Sometimes I get a sixth sense when it comes to the farm. This morning I woke up at 8am after just a few hours of sleep. Very unlike me.
I went outside to put out the trash and noticed a little white body in a puddle at the bottom of the chicken coop. Assuming it was an escaped quail, which does happen sometimes, I brought the trash to the curb and entered the coop to put the quail back where he belonged. Once inside I realized it wasn’t a quail, it was one of the white squabs. She was cold, muddy and had been pecked by the chickens. She had bloody bruises on her beak and the tip of the beak appeared to be fractured. I put her back in the nest beside her sibling and was going to go back to bed, when I decided she was just a little too cold and could probably use a little more help. I didn’t want to risk losing her. I brought her inside, washed her under warm water and wrapped her in a little towel. Then I put her in a plastic dishpan lined with newspapers in the bathroom with a hot water bottle beside her. Then it was back to bed.
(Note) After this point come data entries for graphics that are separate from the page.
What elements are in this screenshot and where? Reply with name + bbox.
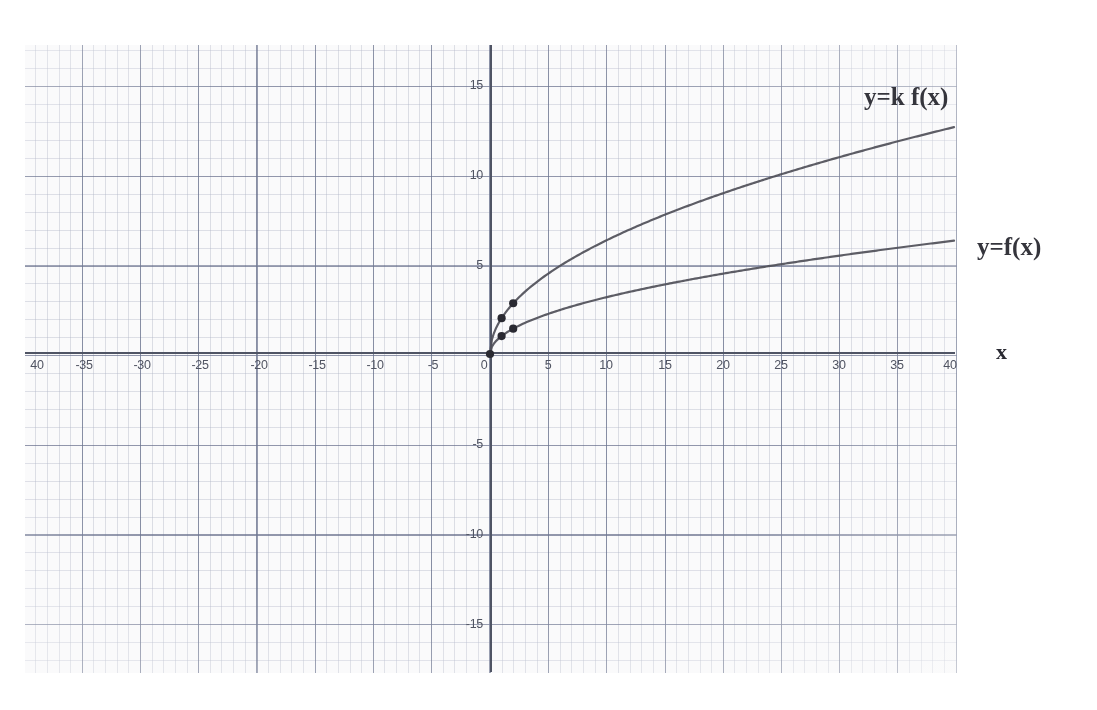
x-axis-label: x	[996, 339, 1007, 365]
y-tick-label: -10	[459, 527, 483, 541]
y-tick-label: 5	[459, 258, 483, 272]
x-tick-label: -15	[308, 358, 325, 372]
x-tick-label: -10	[366, 358, 383, 372]
x-tick-label: 40	[943, 358, 956, 372]
x-tick-label: 10	[599, 358, 612, 372]
marker-upper-x1	[498, 314, 506, 322]
y-tick-label: -5	[459, 437, 483, 451]
x-tick-label: 30	[832, 358, 845, 372]
y-tick-label: 15	[459, 78, 483, 92]
marker-lower-x1	[498, 332, 506, 340]
curve-label-lower: y=f(x)	[977, 233, 1041, 261]
x-tick-label: -20	[250, 358, 267, 372]
y-tick-label: -15	[459, 617, 483, 631]
x-tick-label: 25	[774, 358, 787, 372]
x-tick-label: 0	[481, 358, 488, 372]
marker-upper-x2	[509, 299, 517, 307]
marker-lower-x2	[509, 325, 517, 333]
x-tick-label: -25	[191, 358, 208, 372]
y-tick-label: 10	[459, 168, 483, 182]
x-tick-label: 5	[545, 358, 552, 372]
x-tick-label: 15	[658, 358, 671, 372]
x-tick-label: 40	[30, 358, 43, 372]
curve-lower-y-equals-f-x	[490, 241, 954, 354]
x-tick-label: -30	[133, 358, 150, 372]
marker-origin	[486, 350, 494, 358]
x-tick-label: -5	[428, 358, 439, 372]
curve-label-upper: y=k f(x)	[864, 83, 948, 111]
x-tick-label: 20	[716, 358, 729, 372]
curve-upper-y-equals-k-f-x	[490, 127, 954, 354]
x-tick-label: 35	[890, 358, 903, 372]
graph-scan-image: 40 -35 -30 -25 -20 -15 -10 -5 0 5 10 15 …	[0, 0, 1097, 710]
x-tick-label: -35	[75, 358, 92, 372]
Later once I woke up again, she had come out of her towel and was clean, warm and dry. Her beak was damaged, but not too badly. I checked my calendar and found that they were now three weeks old, which is pretty close to weaning age. I decided that this must be the sign that I should take them in for a little hand-taming. I went and retrieved the other squab and set them up both together in an unused rabbit cage in my kitchen. I made sure that the healthy squab got one good last feeding from his mom, and fed the injured squab some whole corn and wheat as they are used to eating in the coop. I also gave her a few syringes of water, which she drank slowly. I’m hoping that these two will help each other to learn to eat and drink on their own quickly and I will still hand feed them a few times a day if I don’t see them eating and drinking much on their own. It’s not too difficult or time consuming to hand feed baby pigeons.
After just one day, they are both already much more comfortable inside and the interested kittens aren’t stressing them out too much. Since I kind of wanted to hand raise them at about this age anyway, I’m pleased to have an excuse to do so. My goal is to have hand-tamed birds that I can handle without stressing them for when I train them for release. Since my flock of pigeons are all loose inside my chicken coop right now, it’s tough to catch any of them without causing a freak-out.
If I had put the trash out the night before as I usually do, I don’t think this baby would have survived. She was probably about an hour away from death when I found her. It occurred to me that if she had been a wild pigeon, simply falling out of the nest at that age is pretty much a death sentence.